Model
Grandeur UDBYH655AS
Rank #384 means 383 of the 709 dishwasher models we track cost less to run each year; the 64th efficiency percentile means it uses less energy for its size than 64% of those models.
What does the Grandeur UDBYH655AS cost to run per year?
Among the 709 dishwasher models we track, the Grandeur UDBYH655AS's $45/yr running cost ranks it #384, close to dead center. It uses 21.8% less energy than the U.S. federal standard model in its class, which would cost about $57/yr to run, a saving of roughly $12 a year. Efficiency-wise, once size is accounted for, it edges out 64% of the class, a modestly above-average showing. This class has no published efficiency-factor figure beyond annual kWh itself, so at 15 place settings (the class spans 2 to 18), size is the clearest lever we can point to for this model's running cost.
Immediately around it on the leaderboard, the Ge Profile PDT795**V*** at $45/yr runs a little cheaper and the Haier QDT12***L*** at $45/yr runs a little more, a sense of how tightly models are packed at this point in the ranking. A dishwasher typically stays in service for somewhere around 9 years; over that span, the Grandeur UDBYH655AS's $45/yr adds up to roughly $405 in electricity alone, before purchase price or repairs.
Also sold as: Bosch SGE78C***.
By the numbers
The Grandeur UDBYH655AS normalized against its whole class, so each figure means something.
What it costs you over time
Running cost is an every-year number, so it compounds. At $45/yr, here is what the Grandeur UDBYH655AS adds up to before purchase price, water, or repairs enter the math.
Left running for a decade at today's US average rate, the Grandeur UDBYH655AS costs about $450. That is roughly $120 less than a standard model in its class, which would run closer to $570 over the same ten years.

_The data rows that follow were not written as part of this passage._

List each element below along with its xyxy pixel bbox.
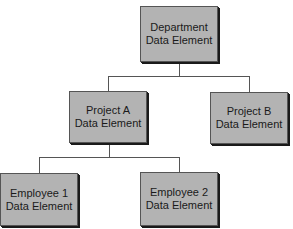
node-employee-1: Employee 1 Data Element <box>0 173 78 226</box>
node-label-line2: Data Element <box>146 34 213 47</box>
node-label-line1: Project B <box>227 105 272 118</box>
node-label-line1: Department <box>150 21 207 34</box>
node-department: Department Data Element <box>140 6 218 62</box>
node-employee-2: Employee 2 Data Element <box>140 172 218 226</box>
node-label-line2: Data Element <box>75 117 142 130</box>
node-label-line2: Data Element <box>216 118 283 131</box>
connector-level2-horizontal <box>39 157 180 158</box>
node-label-line1: Project A <box>86 104 130 117</box>
node-label-line1: Employee 2 <box>150 186 208 199</box>
connector-to-employee-1 <box>39 157 40 173</box>
node-label-line1: Employee 1 <box>10 187 68 200</box>
connector-to-project-b <box>249 76 250 92</box>
connector-level1-horizontal <box>108 76 250 77</box>
connector-to-employee-2 <box>179 157 180 172</box>
connector-project-a-down <box>109 143 110 158</box>
connector-to-project-a <box>108 76 109 91</box>
connector-department-down <box>179 63 180 77</box>
node-project-b: Project B Data Element <box>210 92 288 144</box>
node-project-a: Project A Data Element <box>69 91 147 143</box>
node-label-line2: Data Element <box>146 199 213 212</box>
node-label-line2: Data Element <box>6 200 73 213</box>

How the Grandeur UDBYH655AS compares
The dishwasher class we track runs from $15 to $45 a year. At $45/yr, it runs about $1 a year above the class median of $44, and it is about $30 a year more than the cheapest dishwasher to run at $15. Against the US federal standard model for its class at about $57/yr, the Grandeur UDBYH655AS uses 21.8% less energy.
What drives its running cost
At 15 place settings, the Grandeur UDBYH655AS is a mid-size dishwasher for its class, which spans 2 to 18 place settings with a median of 14 place settings, putting it squarely in the middle of the class on the size lever that drives most of the cost.
- Place-setting capacity. Place-setting capacity is the main driver of how much water a cycle has to heat, and heating that water is most of a dishwasher's electricity use.
- Water heating. Most dishwashers have a booster heater that raises incoming water to sanitizing temperature; this heating step, not the pump or motor, accounts for most of a cycle's electricity use.
- Cycle length and drying method. Heavy or sanitize cycles run longer and hotter than a normal or eco cycle, and heated-dry options cost more to run than air-dry or condensation drying.
Common questions
Is the Grandeur UDBYH655AS cheap to run?
Roughly, yes. Its $45/yr figure is close to the class median, ranking #384 of 709, neither a bargain nor a splurge on running cost.
How much does the Grandeur UDBYH655AS cost per month?
About $3.71 a month, which is the $45 annual estimate spread across twelve months at the US average rate of $0.1856/kWh. Your own bill scales with your local electricity rate and how heavily you use it.
How is this running-cost figure calculated?
The formula is annual kWh times price per kWh: 240 kWh from ENERGY STAR times the US average of $0.1856/kWh comes to about $45 a year. It covers electricity only, not the purchase price, water, or installation.
How efficient is the Grandeur UDBYH655AS for its size?
64th percentile once size is factored in, a fairly typical result for the class.
Cheaper to run in the same class
Source
ES_92264_UDBYH655AS_052220250550232_9163218View certified dishwasher listingsENERGY STAR data as of July 2026Grandeur and UDBYH655AS are used here for identification only and are not endorsements. Figures are computed by WattWise Labs from public ENERGY STAR data, not measured in our own lab.